[comp.dcom.lans] LANBridge RBMS user experience

alan@cunixc.columbia.edu (Alan Crosswell) (01/06/88)

[Please no "I told you so's" and "you should have bought gateways" from the
 peanut gallery.  I am aware of the arguments pro and con.  Irrespective of
 those arguments, we have a number of LAN Bridges as I'm sure many readers
 have and this article is addressed to them.]

We just got our first VMS system (condolences gratefully accepted:-)
partially to run RBMS.  After running RBMS for about an hour now, I
can make the following observations:

+ The manual and program aren't all so bad as a recent posting to this
  group indicated.  If you are already used to dealing with DEC
  software like NCP for DECNET then the commands will soon roll right
  off your finger tips.

+ You can group all your bridges together and do neat commands like:
    USE KNOWN BRIDGES
    SHOW COUNTERS TO "filename" EVERY 5 MINUTES
  This will poll all your bridges every 5 minutes and dump their counters
  to a file.  (You can poll every second if you like.)  

- You have to know the addresses of all your lanbridges before you can
  start querying them.  Seems to me that, since they all talk to each
  other with this wonderful multicast protocol in order to establish
  the spanning tree for the network, RBMS should be able to listen for
  a few minutes and figure out what bridges are out there.  I know --
  I should have written down the bridge addresses when I installed
  them (ha!).  Fix: use netwatch on a PC and get the bridge addresses.
  (Figuring out which bridge is which after you find their addresses
  is left as an exercise for the reader.)

- RBMS (or more specifically, the lanbridge) uses a unique method of
  network management security: a combination of an unpublished
  management protocol and financial disincentives. (How many bad guys
  are going to spend the money to license RBMS just to turn off
  someone else's lanbridge across campus?).  Clearly, they assume that
  the so-called "extended LAN" is in the "typical" corporate data
  center environment and not in a decentralized university environment
  where j-random departments could run RBMS and do all kinds of damage
  to every bridge put theire owne (purely unintentionally -- it is
  easy to apply the same command to the set of all known bridges).

- So you say, what about DIP switches 3 & 4 (enable/disable RBMS
  access via port A/B)?  Well, picture the typical backbone hierarchy
  where some central support organization runs a backbone which
  departments are connected to:

    ===+=====================+===  campus backbone
       |                     |
    +-----+               +-----+  (RBMS enabled on port A)
    |  X  |               |  Y  |
    +-----+               +-----+
       |                     |     (RBMS disabled on port B)
    ===+===               ===+===   
    Dept. X LAN           Dept. Y LAN

  In this scenario, Dept. X can't clobber lanbridge X because RBMS access
  to bridge X's B port is disabled.  However, Dept. X can clobber bridge Y
  since his packets arrive at bridge Y's A port!

  Possible workaround (not yet tried): configure each bridge to drop
  packets destined for the set of all other bridges.  This won't break
  anything since the only time a bridge's physical ethernet address is
  used is for the management protocol.  At all other times, it looks
  transparent and assumes the address of the original packet's sender.
  The RBMS command is something like:
    SET FORWARDING PHYSICAL ADDRESS 12-34-56-78-9A-BC DESTINATION NONE

  This leads to my next item:

? How come I get an error message back when I make a change to the forwarding
  table as in the above example which says the change was made (and it has
  indeed taken effect) but could not be saved in non-volatile RAM?  Is this
  some sort of old revision level problem that I should call field service
  about?  The bridges all show firmware version 1.0 (and they are all under
  service contracts).

Comments, corrections, and Ultrix, 4BSD, or PC implementations of the protocol
gratefully accepted.  We would even pay for it.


(Problem details): Your answer must be an exact copy of the records below, minus any images.

____ Entries provided

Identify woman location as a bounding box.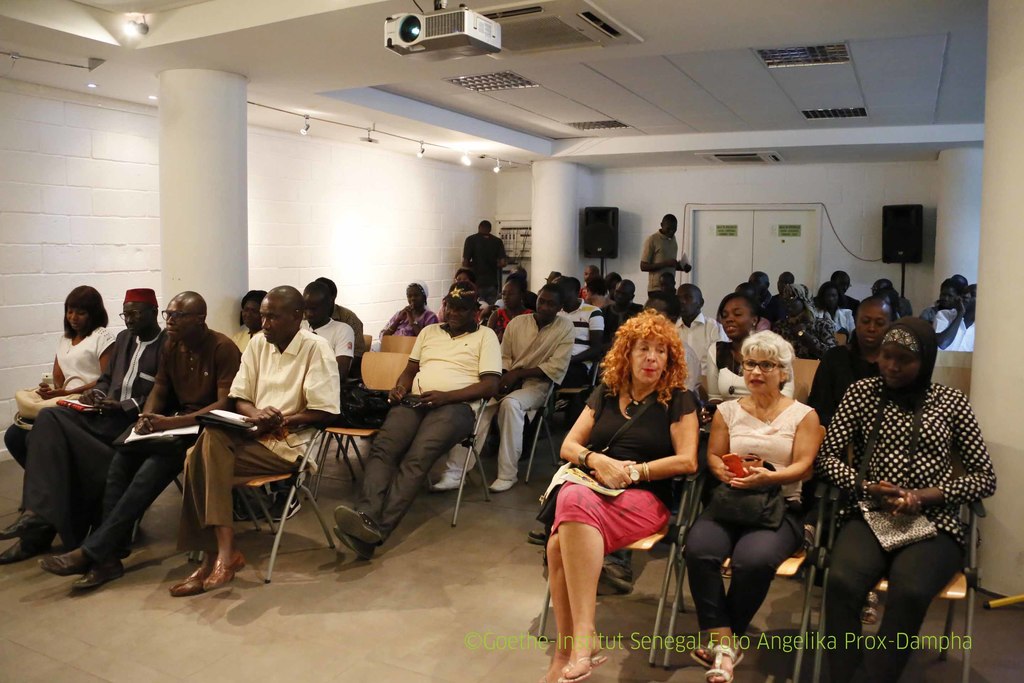
486:279:533:349.
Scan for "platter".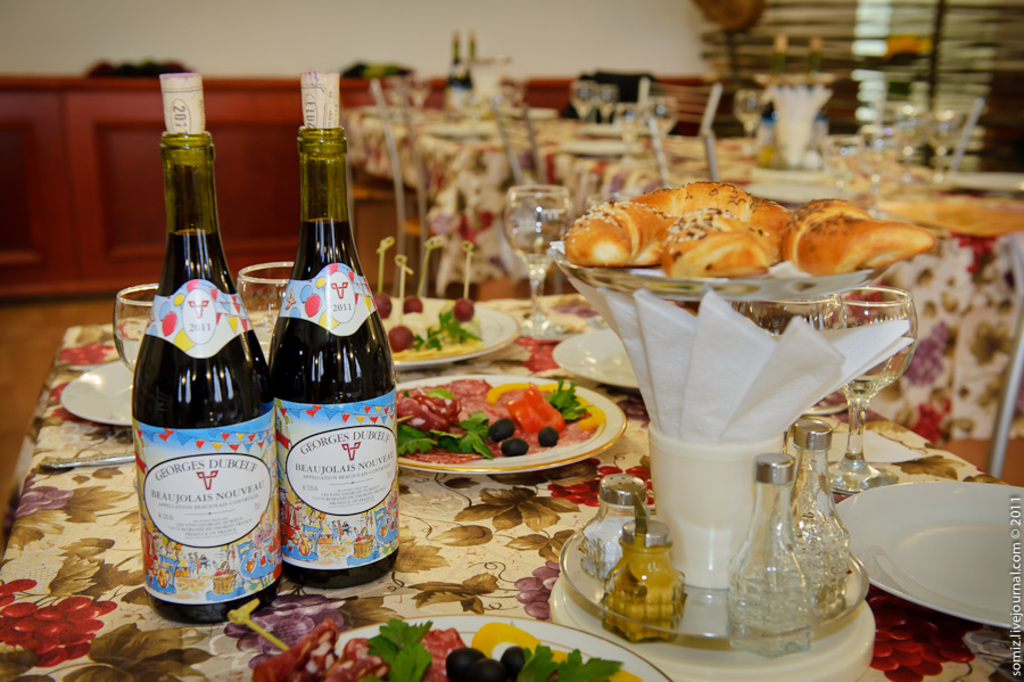
Scan result: <box>554,328,637,387</box>.
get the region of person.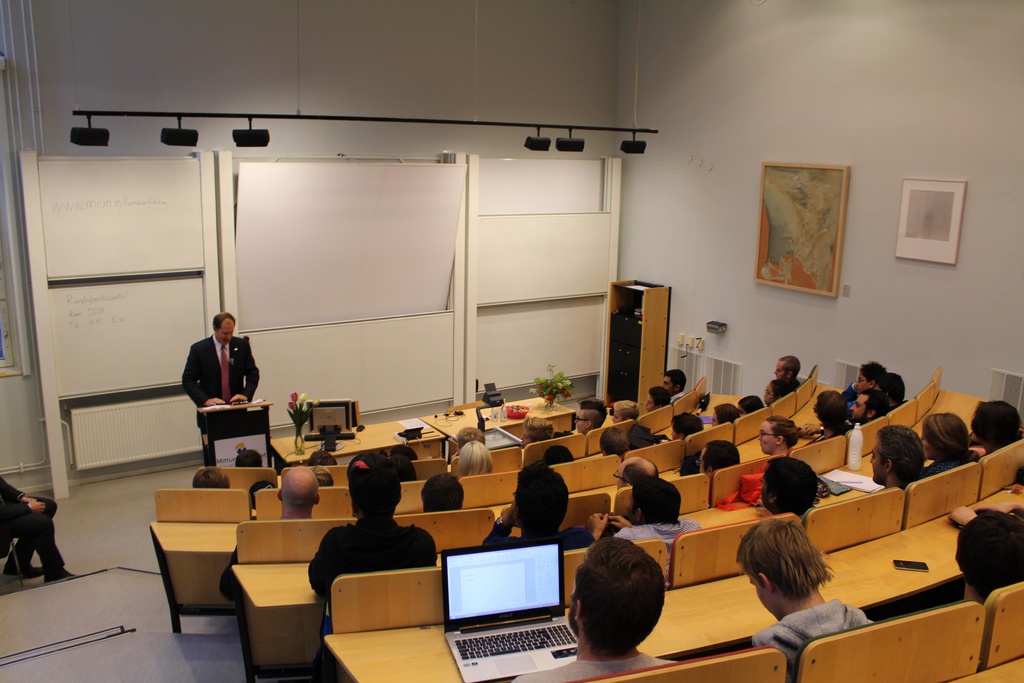
<box>646,385,669,411</box>.
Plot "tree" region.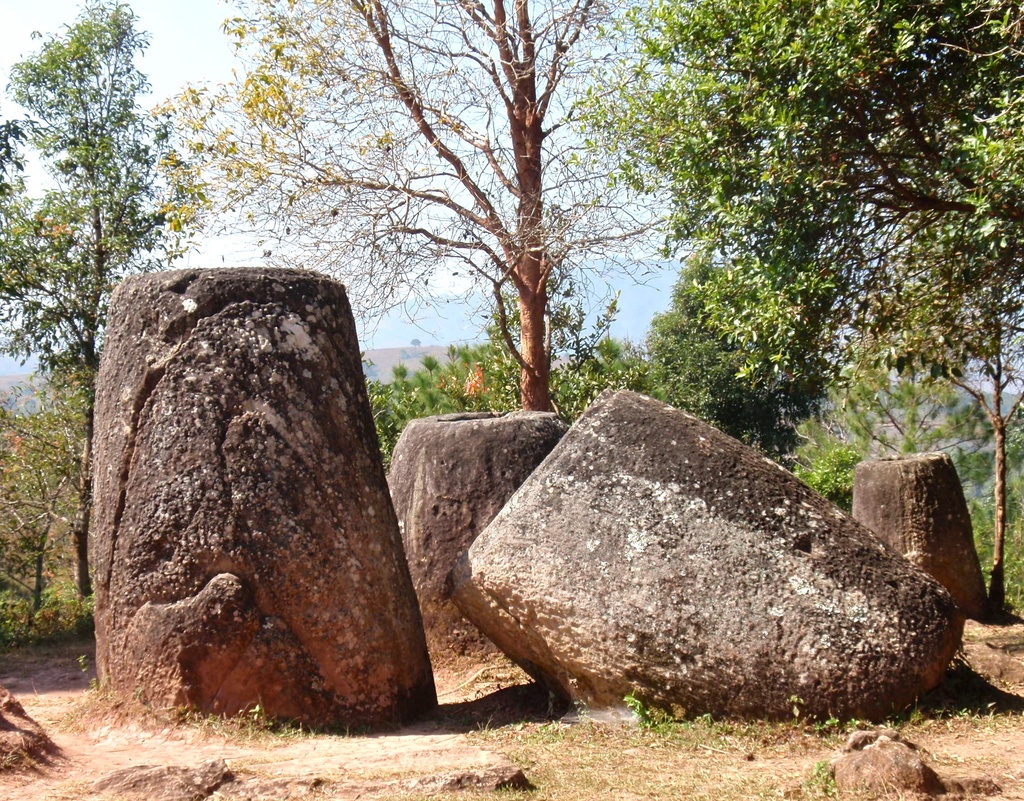
Plotted at select_region(0, 0, 237, 592).
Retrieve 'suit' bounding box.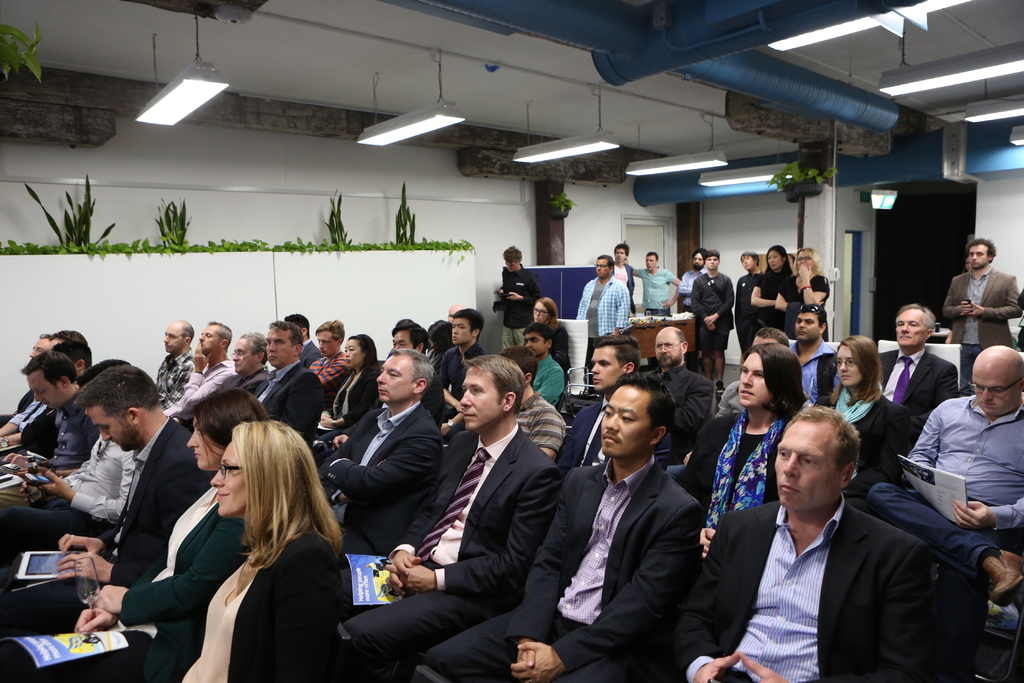
Bounding box: (left=0, top=413, right=215, bottom=600).
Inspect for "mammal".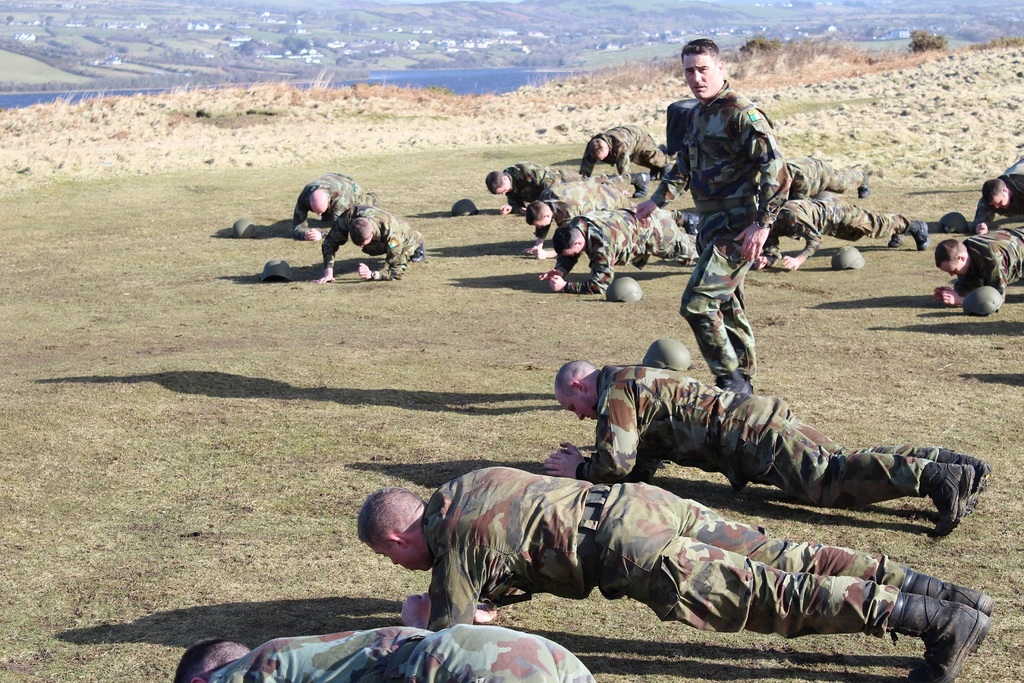
Inspection: left=538, top=206, right=705, bottom=289.
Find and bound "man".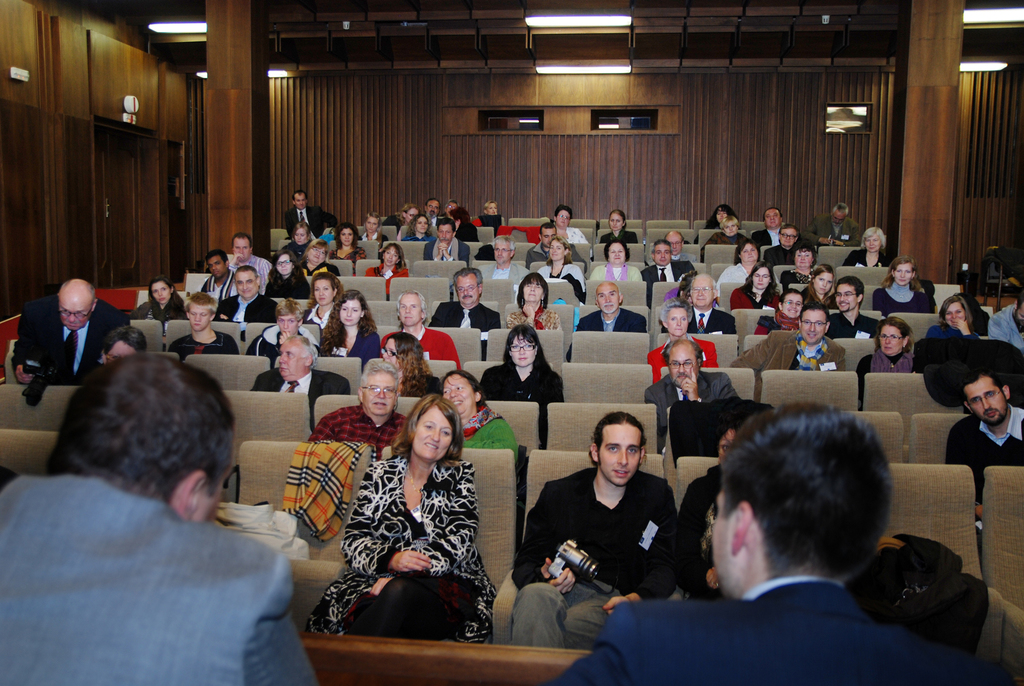
Bound: 763/222/808/267.
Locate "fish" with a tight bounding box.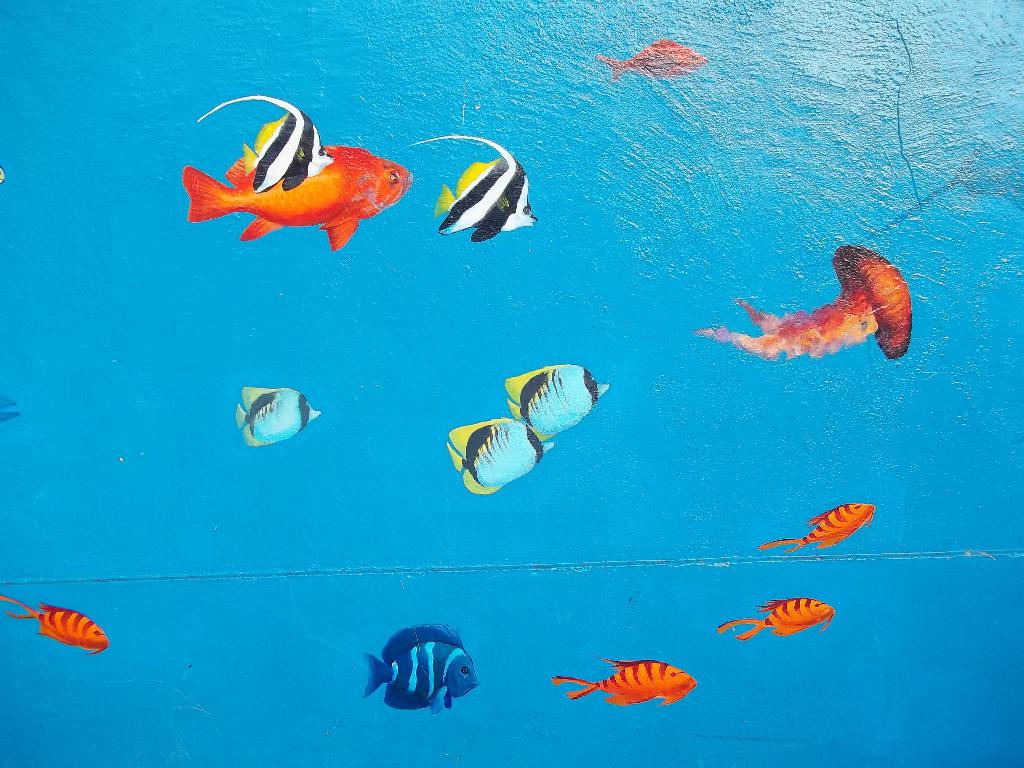
x1=175 y1=92 x2=415 y2=260.
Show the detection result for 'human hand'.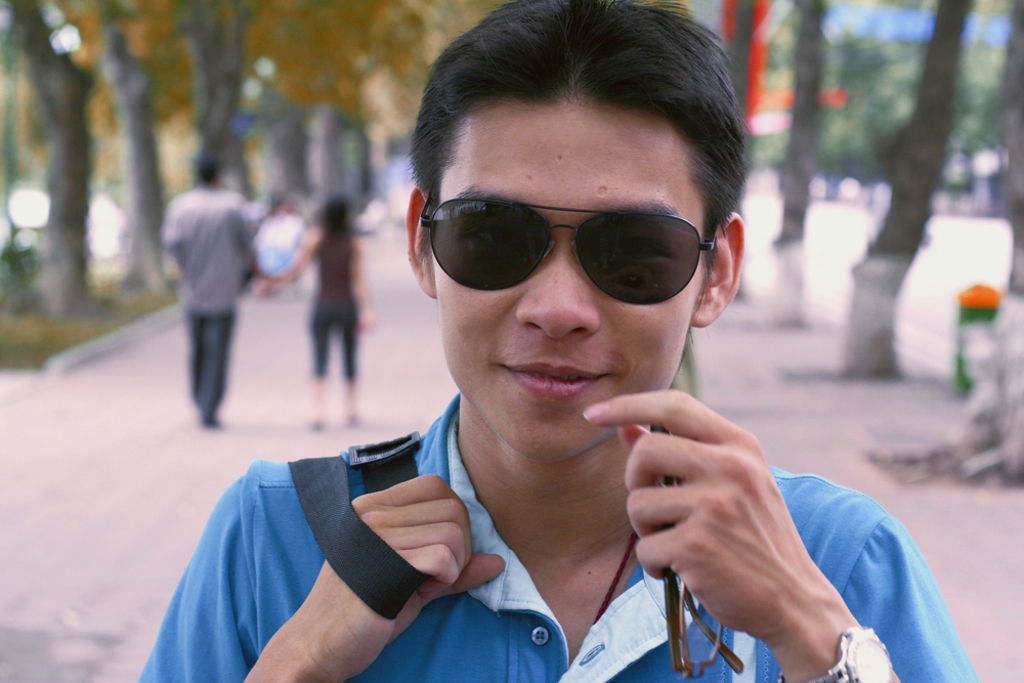
pyautogui.locateOnScreen(252, 278, 275, 296).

________

(Problem solution):
Identify woman location as a bounding box.
486:279:533:349.
Scan for "platter".
Scan result: <box>554,328,637,387</box>.
get the region of person.
<box>646,385,669,411</box>.
Plot "tree" region.
Plotted at select_region(0, 0, 237, 592).
Retrieve 'suit' bounding box.
Bounding box: (left=0, top=413, right=215, bottom=600).
Inspect for "mammal".
Inspection: left=538, top=206, right=705, bottom=289.
Find and bound "man".
Bound: 763/222/808/267.
Locate "fish" with a tight bounding box.
x1=175 y1=92 x2=415 y2=260.
Show the detection result for 'human hand'.
pyautogui.locateOnScreen(252, 278, 275, 296).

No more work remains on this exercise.